This site is dedicated to the memory of Dr. Alan William Smolowe who gave birth to the creation of this database.
The only conclusive evidence of a man’s sincerity is that he gives himself for a principle. Words, money, all things else, are comparatively easy to give away; but when a man makes a gift of his daily life and practice, it is plain that the truth whatever it may be, has taken possession of him.
Character | Evidence | Life | Life | Man | Money | Practice | Sincerity | Truth | Words |
The unexamined life, said Socrates, is unfit to be lived by man. This is the virtue of liberty, and the ground on which we may justify our belief in it, that it tolerates error in order to serve truth.
Belief | Character | Error | Justify | Liberty | Life | Life | Man | Order | Truth | Virtue | Virtue |
Michel de Montaigne, fully Lord Michel Eyquem de Montaigne
Confidence in another man's virtue, is no slight evidence of one's own.
Michel de Montaigne, fully Lord Michel Eyquem de Montaigne
In truth, knowledge is a great and very useful quality; those who despise it give evidence enough of their stupidity. But yet I do not set its value at that extreme measure that some attribute to it, like Herillus the philosopher, who placed in it the sovereign good, and held that it was in its power to make us wise and content. That I do not believe, nor what others have said, that knowledge is the mother of all virtue, and all vice is produced by ignorance. If that is true, it is subject to a long interpretation.
Character | Despise | Enough | Evidence | Extreme | Good | Ignorance | Knowledge | Mother | Power | Stupidity | Truth | Virtue | Virtue | Wise | Value | Vice |
May those who represent advanced views bear in mind that true wisdom is always joined with mildness, that malice never converts the erring but strengthens him in his attitude, and that it is very unfitting to combat error (so long as this does not assume the aspect of injustice) with the weapons of hatred.
Every failure is a step to success; every detection of what is false directs us toward what is true; every trial exhausts some tempting form of error. Not only so, but scarcely any attempt is entirely a failure; scarcely any theory, is the result of steady thought, is altogether false; no tempting form of error is without some latent charm derived from truth.
Character | Detection | Error | Failure | Success | Thought | Truth | Failure | Trial |
Every human being has four hungers; the hunger of the loins, the hunger of the belly, the hunger of the mind, the hunger of the soul. You can get by a long time on the loins and the belly, but there is a good deal of evidence that even the meanest men eventually crave something for the mind and soul.
Character | Evidence | Good | Hunger | Men | Mind | Soul | Time |
Hal Borland, formally Harold Glen Borland
For all his learning or sophistication, man is still instinctively reaching toward that force beyond. Only arrogance can deny its existence and the denial falters in the face of evidence on every hand. In every tuft of grass, in every bird, in every opening bud, there it is.
Arrogance | Evidence | Existence | Force | Learning | Man | Wisdom |
Truth gets well if she is run over by a locomotive, while error dies of lockjaw if she scratches her finger.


Your job is to return every line in the data holding the string "bottom".

Figure collection entries
○ ○ ○ ○ ○
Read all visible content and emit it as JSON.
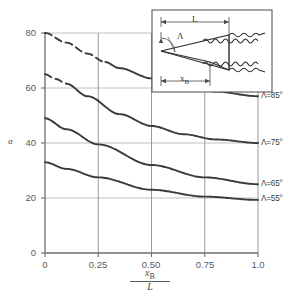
{
  "chart_data": {
    "type": "line",
    "title": "",
    "xlabel": "xB/L",
    "ylabel": "α",
    "xlim": [
      0,
      1.0
    ],
    "ylim": [
      0,
      80
    ],
    "grid": true,
    "legend_position": "right-inline",
    "x_ticks": [
      "0",
      "0.25",
      "0.50",
      "0.75",
      "1.0"
    ],
    "x_tick_values": [
      0,
      0.25,
      0.5,
      0.75,
      1.0
    ],
    "y_ticks": [
      "0",
      "20",
      "40",
      "60",
      "80"
    ],
    "y_tick_values": [
      0,
      20,
      40,
      60,
      80
    ],
    "series": [
      {
        "name": "Λ=85°",
        "label": "Λ=85°",
        "x": [
          0,
          0.1,
          0.2,
          0.28,
          0.35,
          0.5,
          0.65,
          0.8,
          1.0
        ],
        "values": [
          80,
          76.5,
          72.5,
          69.5,
          67.2,
          63.5,
          60.8,
          58.7,
          57.0
        ],
        "dashed_until_x": 0.28
      },
      {
        "name": "Λ=75°",
        "label": "Λ=75°",
        "x": [
          0,
          0.05,
          0.1,
          0.2,
          0.35,
          0.5,
          0.65,
          0.8,
          1.0
        ],
        "values": [
          65,
          63.3,
          61.6,
          57.0,
          50.5,
          46.2,
          43.2,
          41.3,
          40.0
        ],
        "dashed_until_x": 0.1
      },
      {
        "name": "Λ=65°",
        "label": "Λ=65°",
        "x": [
          0,
          0.1,
          0.25,
          0.5,
          0.75,
          1.0
        ],
        "values": [
          49,
          45.0,
          39.5,
          32.0,
          27.5,
          25.0
        ],
        "dashed_until_x": 0
      },
      {
        "name": "Λ=55°",
        "label": "Λ=55°",
        "x": [
          0,
          0.1,
          0.25,
          0.5,
          0.75,
          1.0
        ],
        "values": [
          33,
          30.6,
          27.5,
          23.0,
          20.5,
          19.3
        ],
        "dashed_until_x": 0
      }
    ]
  },
  "axis": {
    "y_label": "α",
    "x_label_numerator": "x",
    "x_label_numerator_sub": "B",
    "x_label_denominator": "L"
  },
  "inset": {
    "length_label": "L",
    "sweep_label": "Λ",
    "station_label": "x",
    "station_label_sub": "B"
  },
  "colors": {
    "curve": "#3b3b3b",
    "grid": "#b8b8b8",
    "axis": "#6e6e6e",
    "text": "#4a4a4a",
    "background": "#ffffff",
    "inset_border": "#5a5a5a"
  }
}
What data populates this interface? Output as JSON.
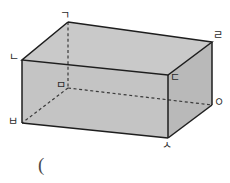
{
  "figure": {
    "name": "rectangular-prism-diagram",
    "shape_type": "cuboid",
    "background_color": "#ffffff",
    "faces": {
      "top_face_color": "#c9c9c9",
      "front_face_color": "#c4c4c4",
      "right_face_color": "#b9b9b9",
      "edge_color": "#1e1e1e",
      "hidden_edge_color": "#3a3a3a"
    },
    "vertices": [
      {
        "id": "top-back-left",
        "label": "ㄱ",
        "x": 68,
        "y": 22,
        "label_x": 60,
        "label_y": 10,
        "hidden": false
      },
      {
        "id": "top-front-left",
        "label": "ㄴ",
        "x": 22,
        "y": 60,
        "label_x": 9,
        "label_y": 52,
        "hidden": false
      },
      {
        "id": "top-front-right",
        "label": "ㄷ",
        "x": 168,
        "y": 75,
        "label_x": 170,
        "label_y": 72,
        "hidden": false
      },
      {
        "id": "top-back-right",
        "label": "ㄹ",
        "x": 212,
        "y": 42,
        "label_x": 213,
        "label_y": 30,
        "hidden": false
      },
      {
        "id": "bottom-back-left",
        "label": "ㅁ",
        "x": 68,
        "y": 88,
        "label_x": 56,
        "label_y": 80,
        "hidden": true
      },
      {
        "id": "bottom-back-right",
        "label": "ㅇ",
        "x": 212,
        "y": 105,
        "label_x": 214,
        "label_y": 97,
        "hidden": true
      },
      {
        "id": "bottom-front-left",
        "label": "ㅂ",
        "x": 22,
        "y": 123,
        "label_x": 8,
        "label_y": 116,
        "hidden": false
      },
      {
        "id": "bottom-front-right",
        "label": "ㅅ",
        "x": 168,
        "y": 138,
        "label_x": 162,
        "label_y": 140,
        "hidden": false
      }
    ],
    "caption": "("
  }
}
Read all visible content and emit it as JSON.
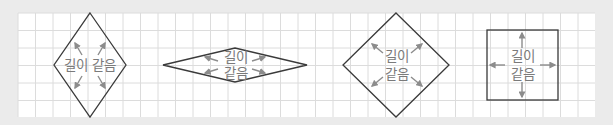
{
  "diagram": {
    "colors": {
      "background": "#ebebeb",
      "grid_fill": "#ffffff",
      "grid_line": "#dcdcdc",
      "shape_stroke": "#3a3a3a",
      "arrow": "#8c8c8c",
      "label": "#7a7a7a"
    },
    "grid": {
      "x": 18,
      "y": 13,
      "width": 577,
      "height": 104,
      "cell": 17.5
    },
    "shapes": [
      {
        "name": "tall-rhombus",
        "label_line1": "길이 같음",
        "label_line2": ""
      },
      {
        "name": "flat-rhombus",
        "label_line1": "길이",
        "label_line2": "같음"
      },
      {
        "name": "square-rhombus",
        "label_line1": "길이",
        "label_line2": "같음"
      },
      {
        "name": "square",
        "label_line1": "길이",
        "label_line2": "같음"
      }
    ]
  }
}
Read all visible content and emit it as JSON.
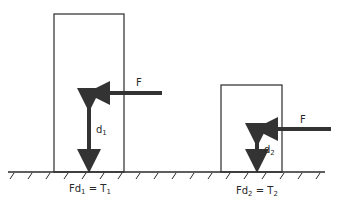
{
  "diagram": {
    "type": "physics-torque-comparison",
    "colors": {
      "stroke": "#2a2a2a",
      "arrow": "#333333",
      "background": "#ffffff"
    },
    "left": {
      "force_label": "F",
      "distance_label": "d",
      "distance_sub": "1",
      "equation": {
        "lhs": "Fd",
        "lhs_sub": "1",
        "op": "=",
        "rhs": "T",
        "rhs_sub": "1"
      }
    },
    "right": {
      "force_label": "F",
      "distance_label": "d",
      "distance_sub": "2",
      "equation": {
        "lhs": "Fd",
        "lhs_sub": "2",
        "op": "=",
        "rhs": "T",
        "rhs_sub": "2"
      }
    }
  }
}
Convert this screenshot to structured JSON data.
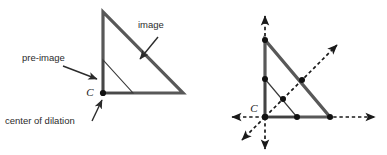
{
  "figure": {
    "labels": {
      "pre_image": "pre-image",
      "image": "image",
      "center_of_dilation": "center of dilation",
      "center_point_left": "C",
      "center_point_right": "C"
    },
    "colors": {
      "image_stroke": "#585858",
      "preimage_stroke": "#3a3a3a",
      "axis_stroke": "#1a1a1a",
      "point_fill": "#111111",
      "text": "#2b2b2b",
      "background": "#ffffff"
    },
    "left_panel": {
      "image_triangle": {
        "name": "image",
        "vertices": [
          [
            103,
            12
          ],
          [
            103,
            93
          ],
          [
            183,
            93
          ]
        ],
        "stroke_width": 3.2
      },
      "preimage_triangle": {
        "name": "pre-image",
        "vertices": [
          [
            103,
            60
          ],
          [
            103,
            93
          ],
          [
            133,
            93
          ]
        ],
        "stroke_width": 1.1
      },
      "center_point": [
        103,
        93
      ],
      "annotations": [
        {
          "text": "pre-image",
          "text_xy": [
            22,
            61
          ],
          "arrow_from": [
            63,
            66
          ],
          "arrow_to": [
            97,
            79
          ]
        },
        {
          "text": "image",
          "text_xy": [
            138,
            28
          ],
          "arrow_from": [
            158,
            37
          ],
          "arrow_to": [
            139,
            60
          ]
        },
        {
          "text": "center of dilation",
          "text_xy": [
            5,
            123
          ],
          "arrow_from": [
            92,
            120
          ],
          "arrow_to": [
            102,
            99
          ]
        }
      ]
    },
    "right_panel": {
      "center": [
        265,
        117
      ],
      "image_triangle": {
        "name": "image",
        "vertices": [
          [
            265,
            40
          ],
          [
            265,
            117
          ],
          [
            330,
            117
          ]
        ],
        "stroke_width": 3.2
      },
      "preimage_triangle": {
        "name": "pre-image",
        "vertices": [
          [
            265,
            79
          ],
          [
            265,
            117
          ],
          [
            297,
            117
          ]
        ],
        "stroke_width": 1.1
      },
      "rays": [
        {
          "name": "ray-up",
          "from": [
            265,
            117
          ],
          "to": [
            265,
            14
          ]
        },
        {
          "name": "ray-down",
          "from": [
            265,
            117
          ],
          "to": [
            265,
            150
          ]
        },
        {
          "name": "ray-left",
          "from": [
            265,
            117
          ],
          "to": [
            231,
            117
          ]
        },
        {
          "name": "ray-right",
          "from": [
            265,
            117
          ],
          "to": [
            376,
            117
          ]
        },
        {
          "name": "ray-up-right",
          "from": [
            265,
            117
          ],
          "to": [
            338,
            44
          ]
        },
        {
          "name": "ray-down-left",
          "from": [
            265,
            117
          ],
          "to": [
            241,
            141
          ]
        }
      ],
      "points": [
        {
          "name": "image-apex",
          "xy": [
            265,
            40
          ]
        },
        {
          "name": "preimage-apex",
          "xy": [
            265,
            79
          ]
        },
        {
          "name": "center",
          "xy": [
            265,
            117
          ]
        },
        {
          "name": "preimage-base-vertex",
          "xy": [
            297,
            117
          ]
        },
        {
          "name": "image-base-vertex",
          "xy": [
            330,
            117
          ]
        },
        {
          "name": "preimage-hypotenuse-pt",
          "xy": [
            283,
            99
          ]
        },
        {
          "name": "image-hypotenuse-pt",
          "xy": [
            302,
            80
          ]
        }
      ]
    }
  }
}
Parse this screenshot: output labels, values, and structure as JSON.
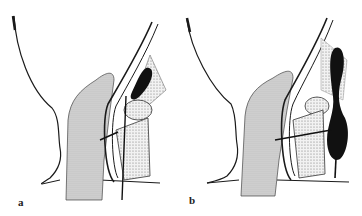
{
  "figure": {
    "panels": [
      {
        "id": "a",
        "label": "a"
      },
      {
        "id": "b",
        "label": "b"
      }
    ],
    "colors": {
      "ink": "#1a1a1a",
      "stipple_fill": "#cfcfcf",
      "dark_fill": "#111111",
      "background": "#ffffff"
    }
  }
}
○ ○ ○ ○ ○
* **Response below**
        "id": "bottom-back-left",
        "id": "bottom-back-right",
        "id": "bottom-front-left",
        "id": "bottom-front-right",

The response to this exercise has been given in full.